More lessons in human-computer team-ups

"I don't know if you know anything about Six Sigma," Coombs asked rhetorically. "a human being is at best a 2-sigma machine. Which means that humans get things right 92 to 93 percent of the time."

 

From Alexis Madrigal's piece on telemarketing “robots.” It turns out the robotic Samantha West who telephoned a Time reporter was a telemarketer choosing pre-recorded audio clips from a sound board using call assist software that is increasingly popular in the industry.

Madrigal raises two other great points in his investigation of this industry that Samantha West brought into the limelight.

"The impact on the people was really dramatic. It was one of the things we didn't expect," Bills told me. "In outbound sales, it knocked our turnover from 400 percent a year to 135 to 140 percent. And it dramatically changed the characteristics of employing people."

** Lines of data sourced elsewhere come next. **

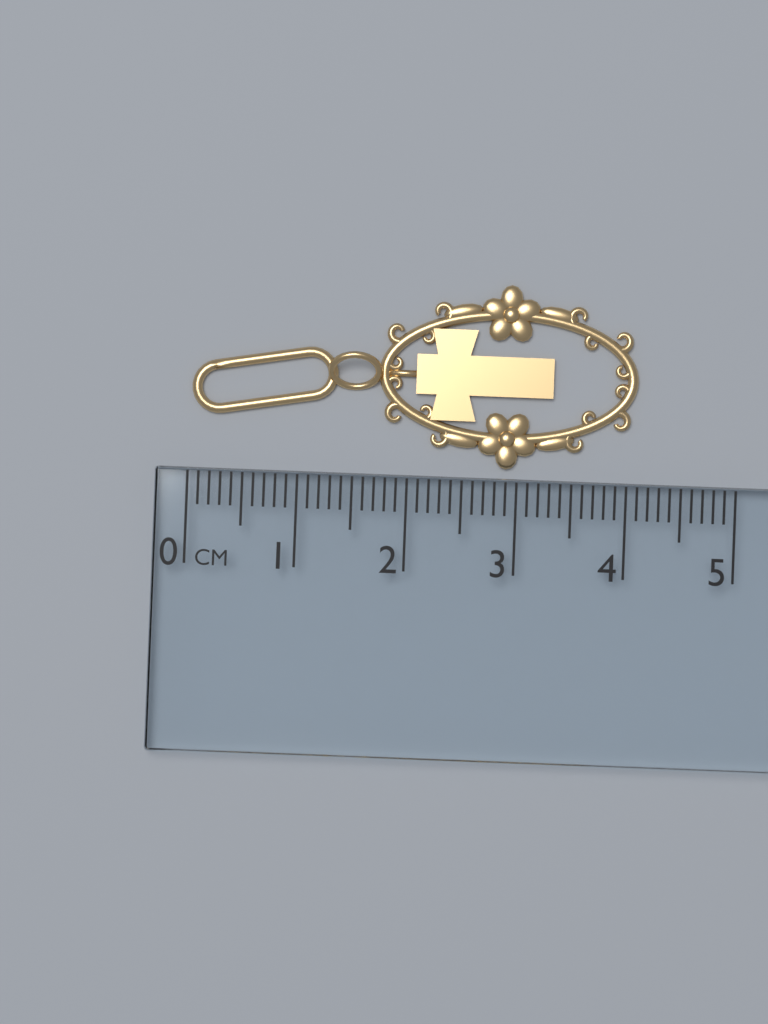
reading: 4.1 cm
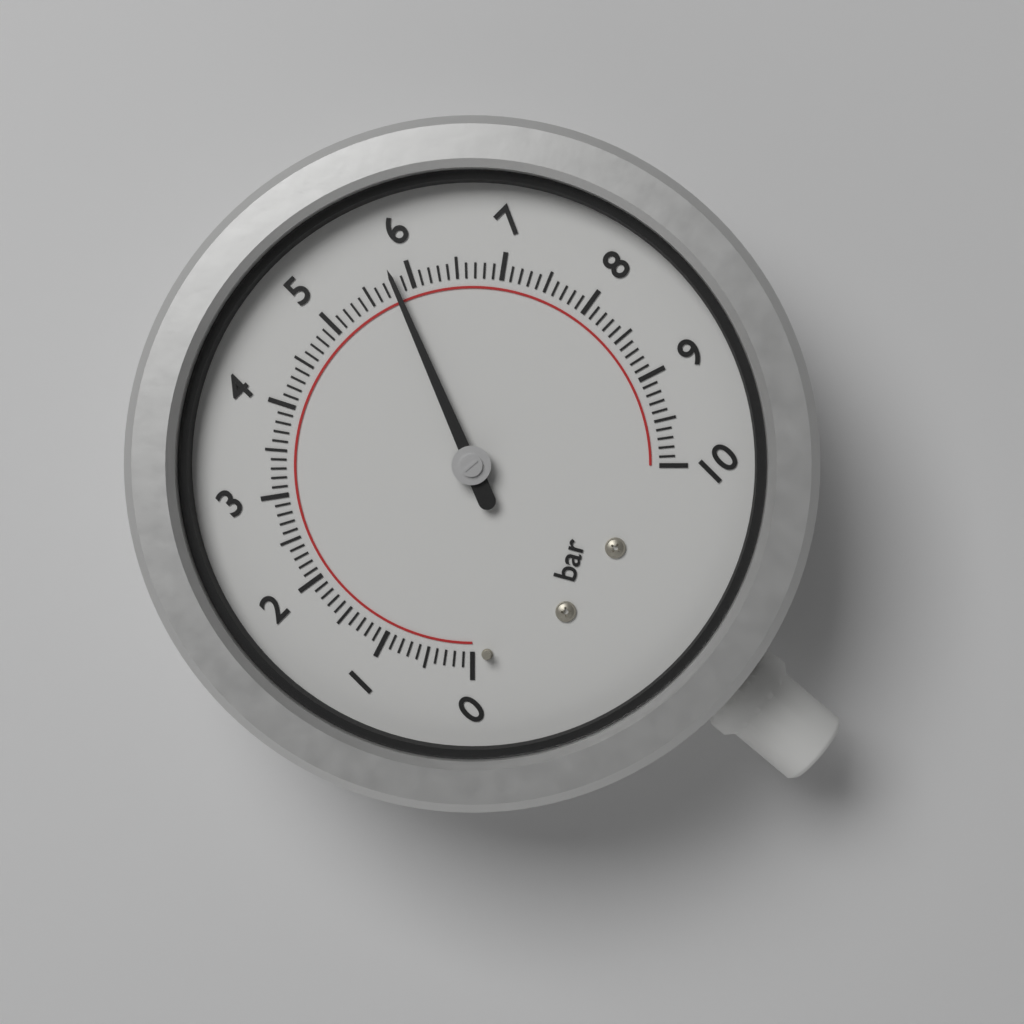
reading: 5.8 bar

To be clear, 140 percent turnover is about on par with the fast-food industry. The paragons of employee retention keep their numbers in the single digits. These are still hard jobs. 

But maybe this technology makes it a little bit easier. 

"It creates detachment," Bills said. "What we see is that our employees, when they have a successful outcome of the call, they take pride in operating the system effectively. When it doesn't work, they say, 'Ahhh that wasn't me.' It doesn't beat people up in the same way."

The machine absorbs some of the "emotional wear and tear" that comes with the job. CallAssistant can even employ people full time because the "shift fatigue" that hits other outbound telemarketing firms doesn't set in in quite the same way. 

* * *

Though no one quite puts it this way, the number-one selling point for the soundboard technology is obvious to Filipino telemarketers: Americans' xenophobia. We want to hear from people who sound just like us. 

 

Anyone who's ever worked in telemarketing (I've made fundraising calls in college and for the Obama campaign) knows you already work off a script, so it's entirely shocking that the industry would transition to using pre-recorded audio clips.

One thing I thought when watching the Spike Jonze movie Her is how humans have a finite amount of love and attention to give and how computers can increase the supply in the world by a near infinite degree. For humans to accept it, though, we have to shift our conception of the definition of love. How much do you value someone's love because you know it's finite and they've chosen to give that precious resource to you? It sounds selfish but it may be wired in our DNA. [SPOILER ALERT for those of who haven't seen Her, skip the rest of this paragraph]. When Joaquin Phoenix's Theodore finds out his operating system Samantha is carrying on love affairs with hundreds of others, he doesn't rejoice at the amazing leverage and increased supply of love in the world, he reacts like a jealous lover, to no human's surprise. An economist might be disheartened, though.

I'm reminded of Joe Pantoliano in The Matrix: “You know, I know this steak doesn't exist. I know that when I put it in my mouth, the Matrix is telling my brain that it is juicy, and delicious. After nine years, you know what I realise? Ignorance is bliss.”